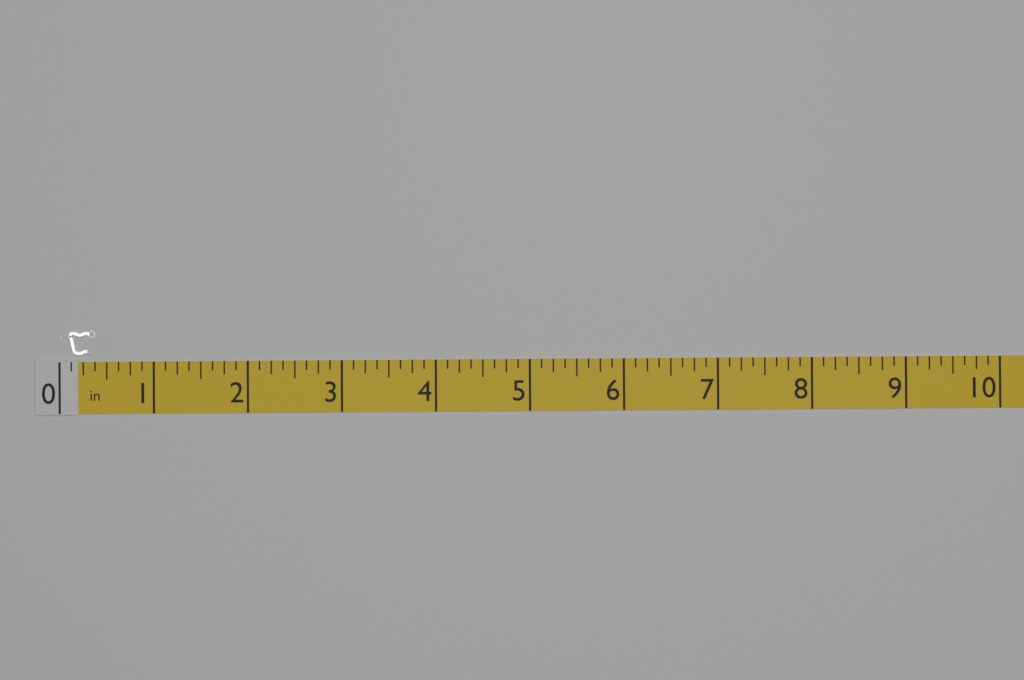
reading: 0.375 in
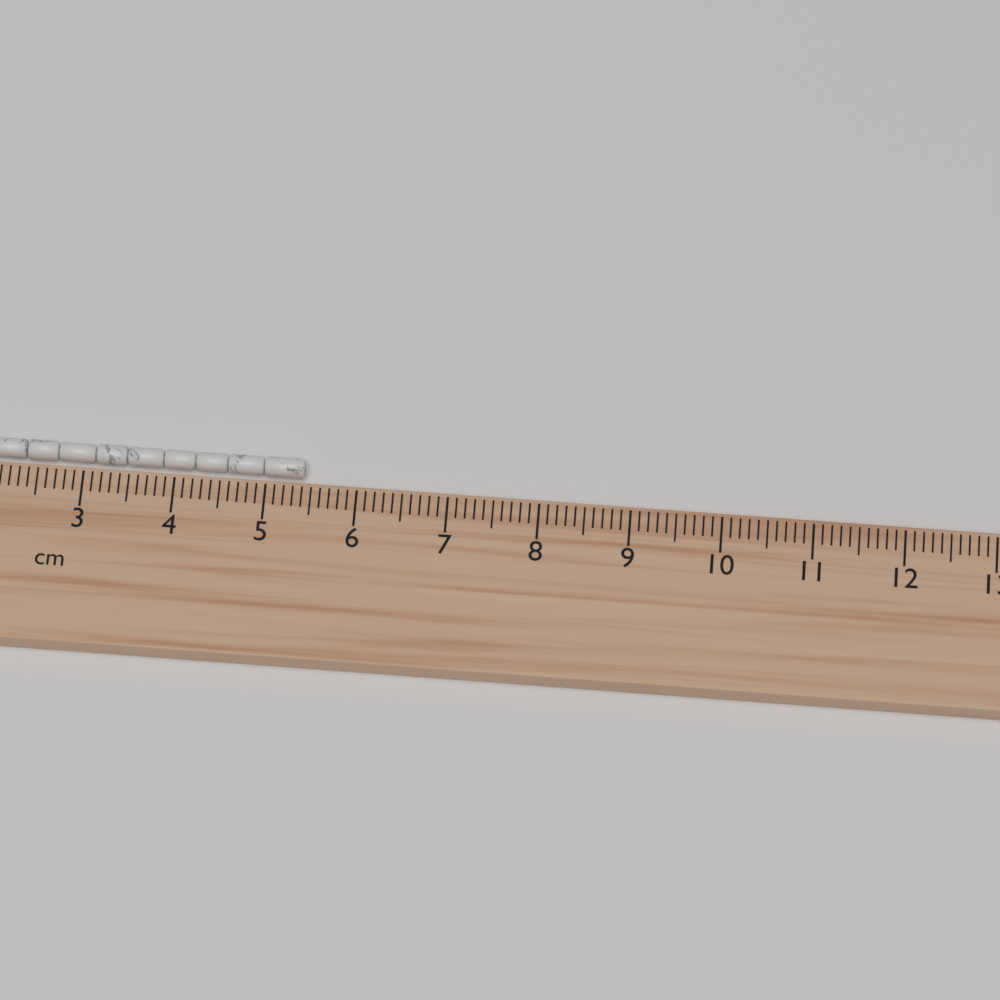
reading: 5.4 cm
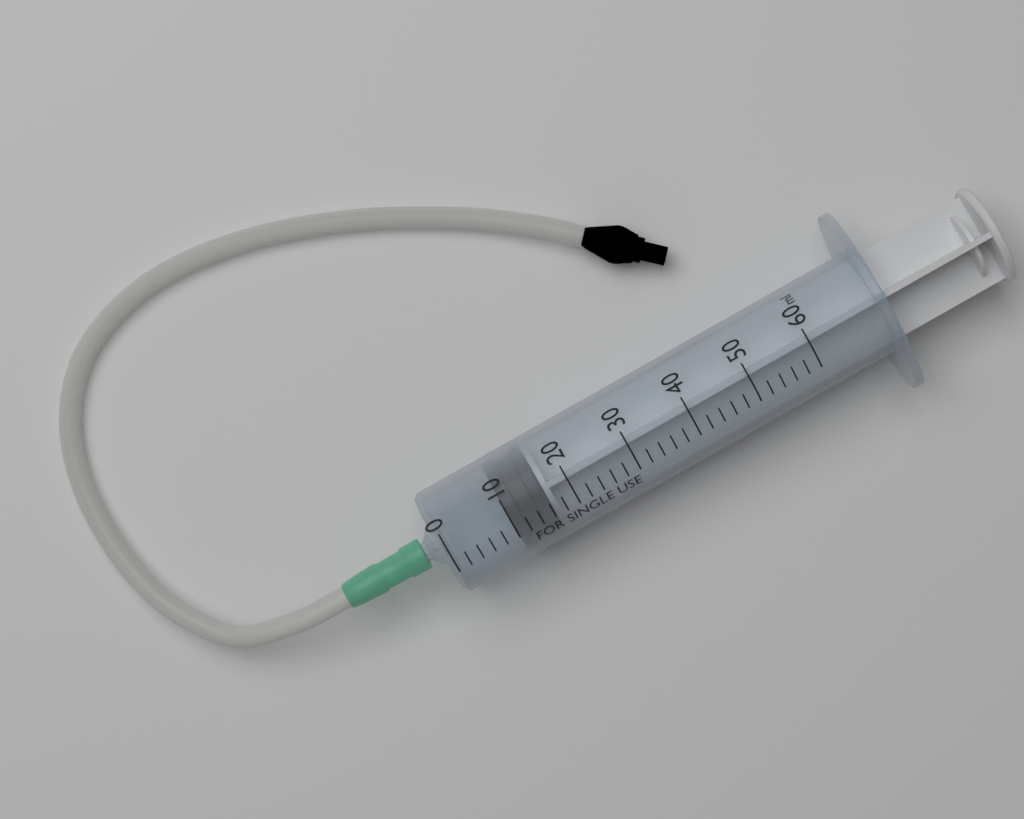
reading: 10 ml
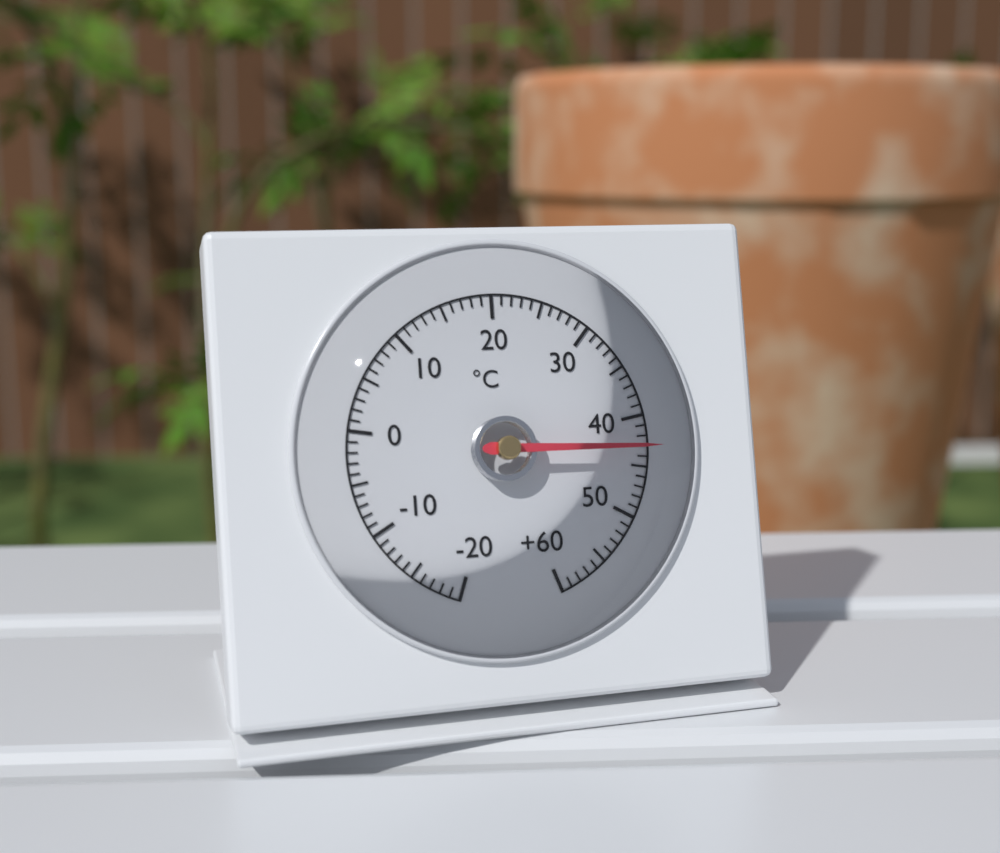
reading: 43 °C
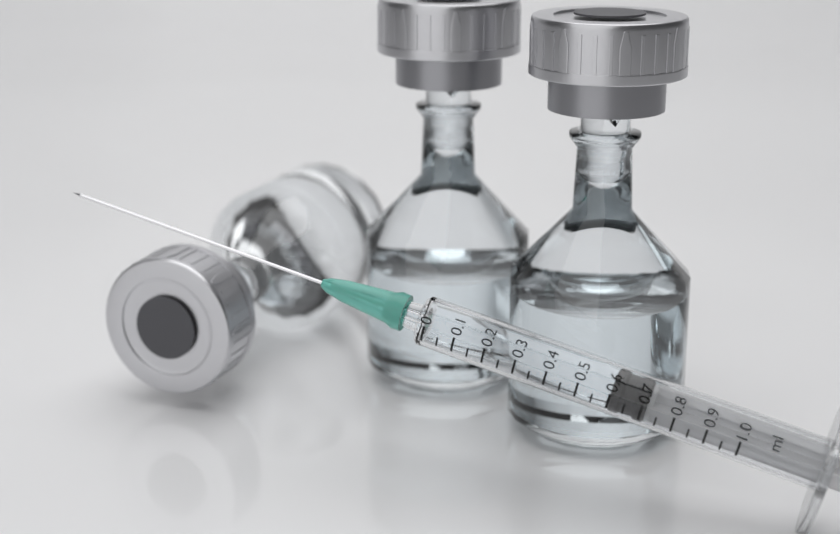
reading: 0.60 ml
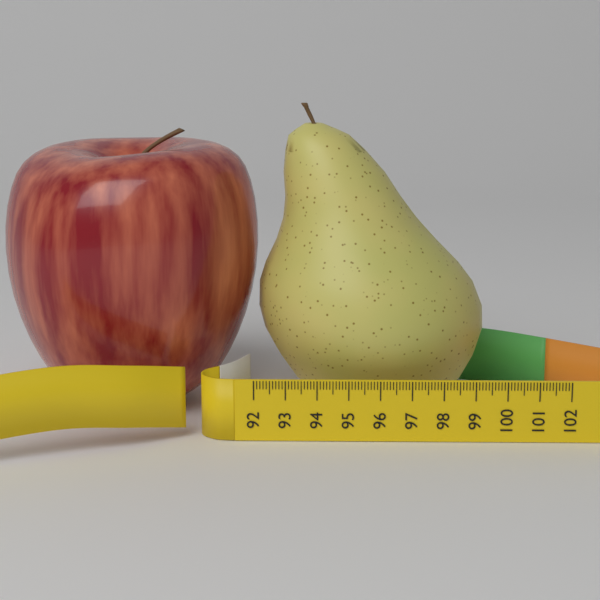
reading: 99.6 (no unit)
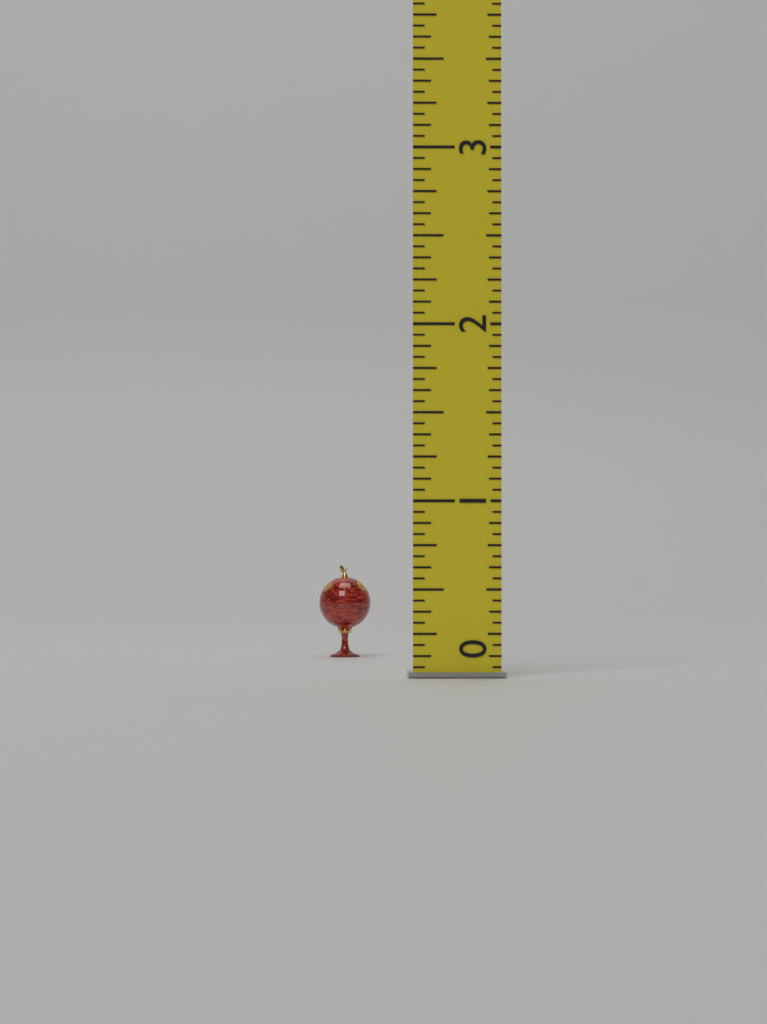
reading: 0.6250 (no unit)
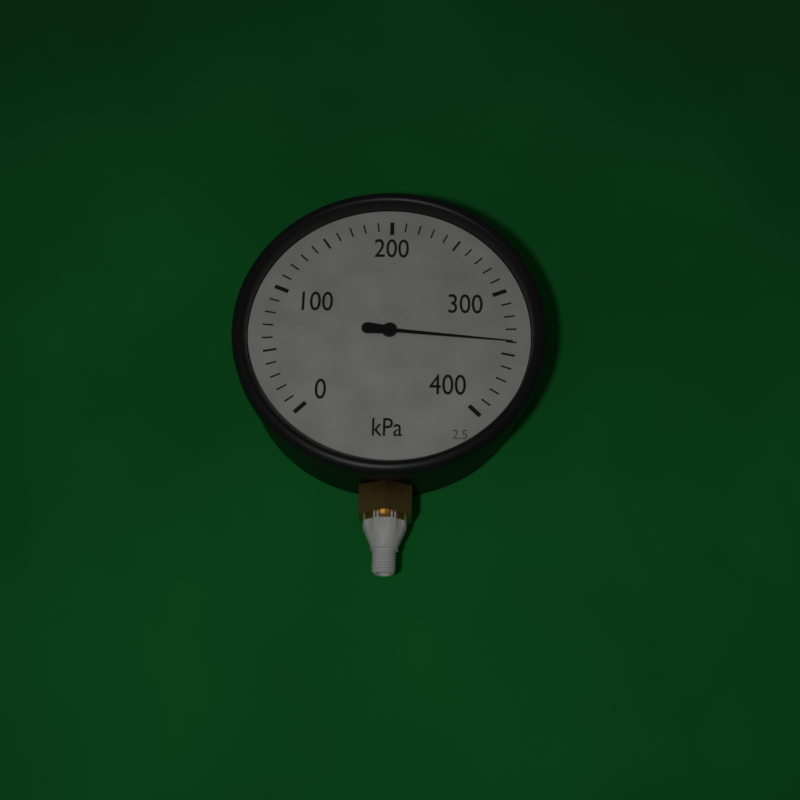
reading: 340 kPa
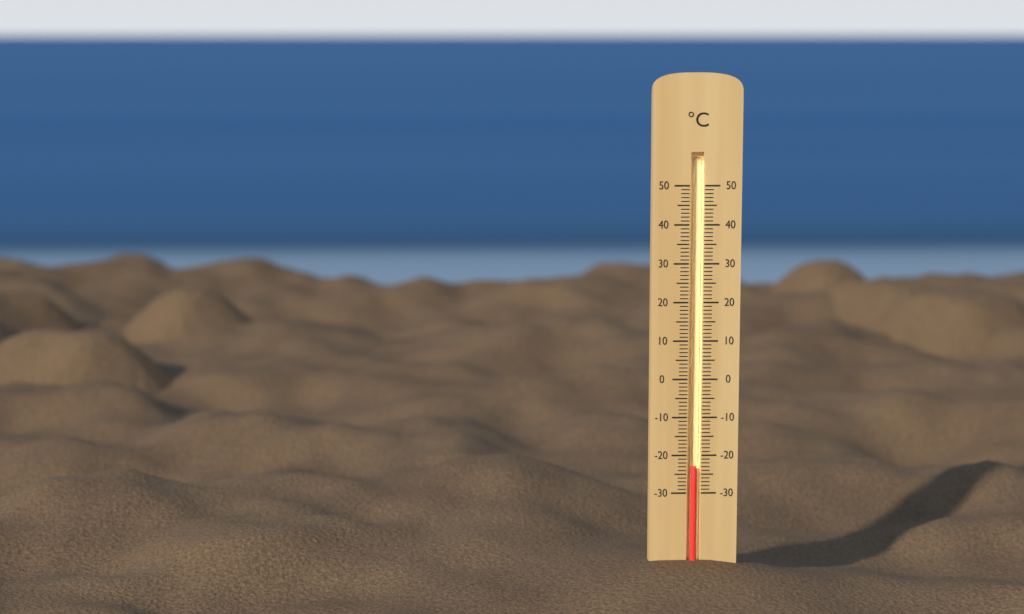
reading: -23 °C
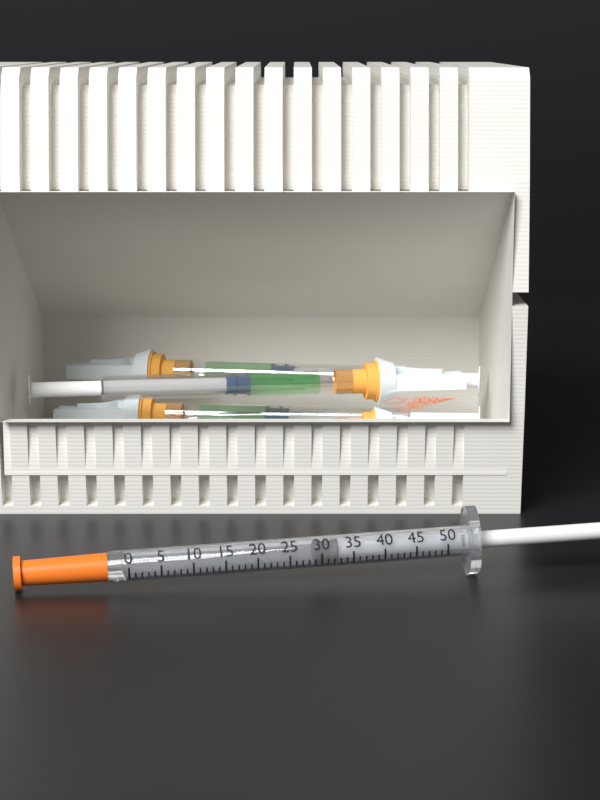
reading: 29 units
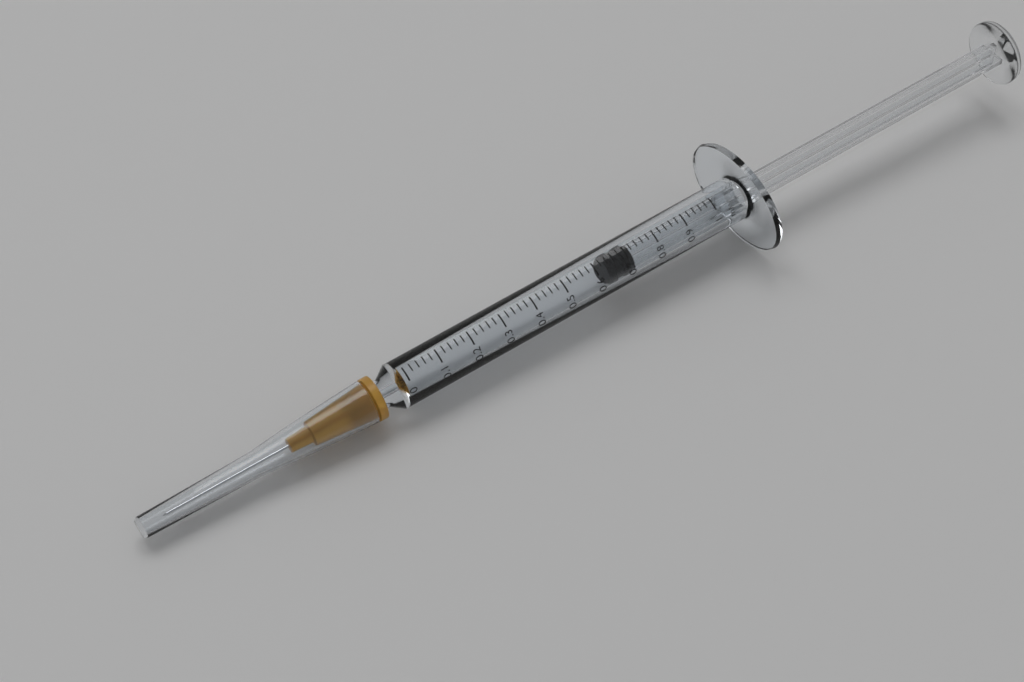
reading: 0.64 ml
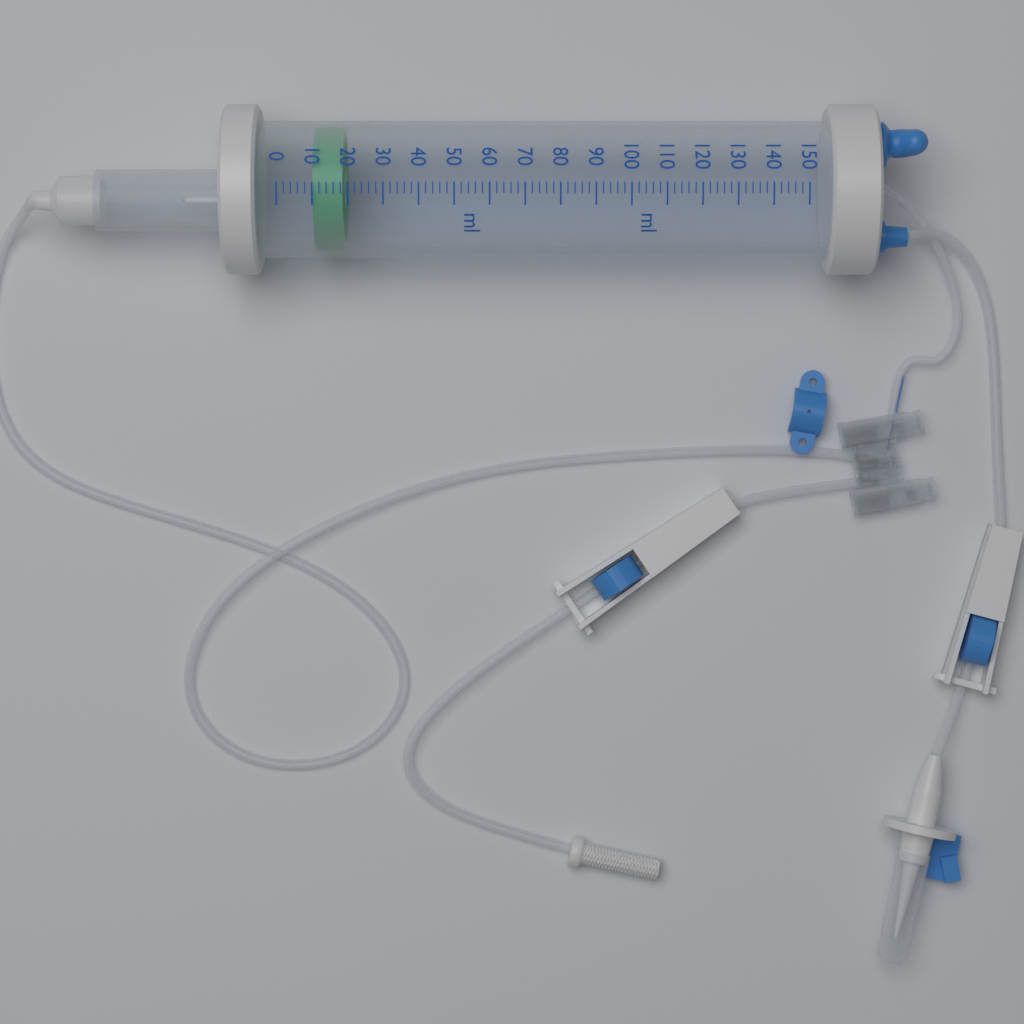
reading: 10 ml
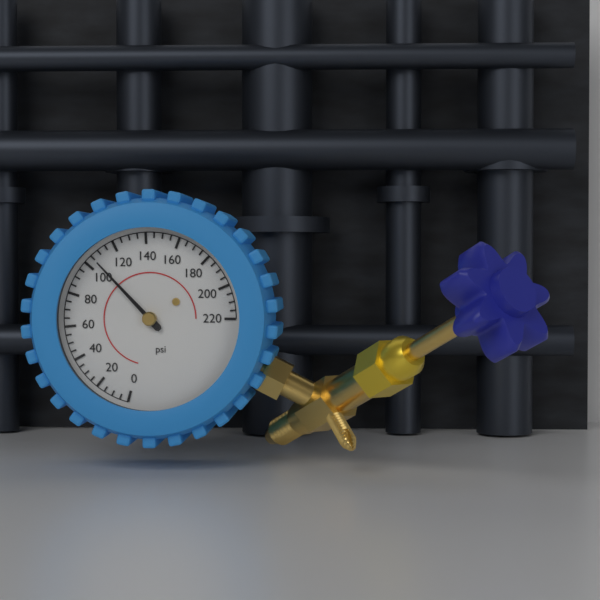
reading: 105 psi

+ + + + + + +

### WHAT YOU ARE ASKED TO DO
Every entry above should be written out again verbatim, with no pictures included.

### WRITTEN SOLUTION
reading: 0.375 in
reading: 5.4 cm
reading: 10 ml
reading: 43 °C
reading: 0.60 ml
reading: 99.6 (no unit)
reading: 0.6250 (no unit)
reading: 340 kPa
reading: -23 °C
reading: 29 units
reading: 0.64 ml
reading: 10 ml
reading: 105 psi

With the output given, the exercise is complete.